Here is an example of a laboratory setup for studying circadian rhythms in rodents. A hamster, in this case, is housed in a cage that contains a running wheel. The running wheel has a switch that registers every revolution of the wheel and sends that information to a computer. The computer puts a time stamp on each data point, and collects the data over long periods of time.
i-02948285f6ae72954b334f64c44fe17e-A1- Hamster Wheel.jpg

For visual analysis of the data, computer software was developed that presents the data in a graphical format called an actograph. As you can see in the figure above, an actograph has 24 hours of the day plotted on the X axis. The data from the first day are plotted on the top, the second day is plotted immediatelly below the first day, the third day data below the second, etc. Each time point (e.g., in 10-minute bins) is depicted either as white or black. White denotes times when wheel was not moving. Black denotes times when the hamster was running in the wheel.

Once the whole actograph is printed out, one can see long-term patterns. In this example, the hamster was kept in a light-dark cycle (LD) with 12 hours of light (from 7am till 7pm) and 12 hours of darkness (LD 12:12). From the actograph, we can see that the circadian clock driving wheel-running in this hamster has entrained (synchronized) to the LD cycle - the hamster was running in the wheel at the beginning of each night. However, at his point, we are still not certain that what we see is the real output of the circadian clock, as the same pattern would emerge if light exerted a masking effect on behavior by inhibiting wheel-running. Thus, at this point in our research project, the rhythm is properly called a diurnal rhythm, not a circadian rhythm (the insect folks like to call this diel rhythm).

How do we know if the observed rhythm is really circadian? By releasing the animal into constant conditions, usually constant darkness (DD). In some animals, DD inhibits feeding, thus we have to use very dim constant light (dLL), often of a single wavelength (e.g., green). In photosynthetizing organisms, like plants, we usually use constant light (LL). Here is an example of a diurnal animal (a gallinaceous bird) kept initially in LD cycles, then released into DD. The measured overt rhythm here is core body temperature (measured by radiotransmitters implanted into its abdominal cavity, with a receiver and a computer translating transmitted radiofrequqncy into degrees Celsius). White represents body temperature below the mean temperature of that particular day, while black represents times (in 10-minute bins) when the temprature was above the daily mean.
i-bab5a3234af1c7d77c93f7b06404bd77-A2 - Quail actograph.jpg

Notice how the temperature rhythm entrains to the LD cycle but, after release into DD (after about two weeks), continues to cycle indefinitely. This is called a freerunning rhythm. The morning rise of body temperature occurs a little bit earlier every day, thus the inherent, endogenous, genetically determined period of the freerunning rhythm of this bird is shorter than 24 hours. Actually, in this example, it is about 22.5 hours.

Another way to plot data is a strip chart. This method allows one to plot only a rather small number of days/cycles, but has an advantage of showing the amplitude and the exact shape of the rhythm.
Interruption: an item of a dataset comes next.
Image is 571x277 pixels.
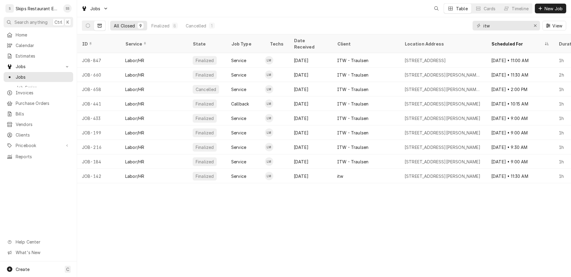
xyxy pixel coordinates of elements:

For instance, this is a strip chart of human body temperature over just a single cycle.
i-0d4e4a501100b2c0b0dba775e38be9bd-A3 - HumanTemperature Rhythms-1.jpg

Actually it is more than a simple strip chart, as it is a composite of four groups of humans. Each data point is an average of measurements taken at that particular time point from the whole group. Further, each group has been held at a different ambient temperature. Comparison of the four strip charts all plotted together tells us the amount of masking that environmetal temperature can exert on the clock-controlled rhythm of core body temperature.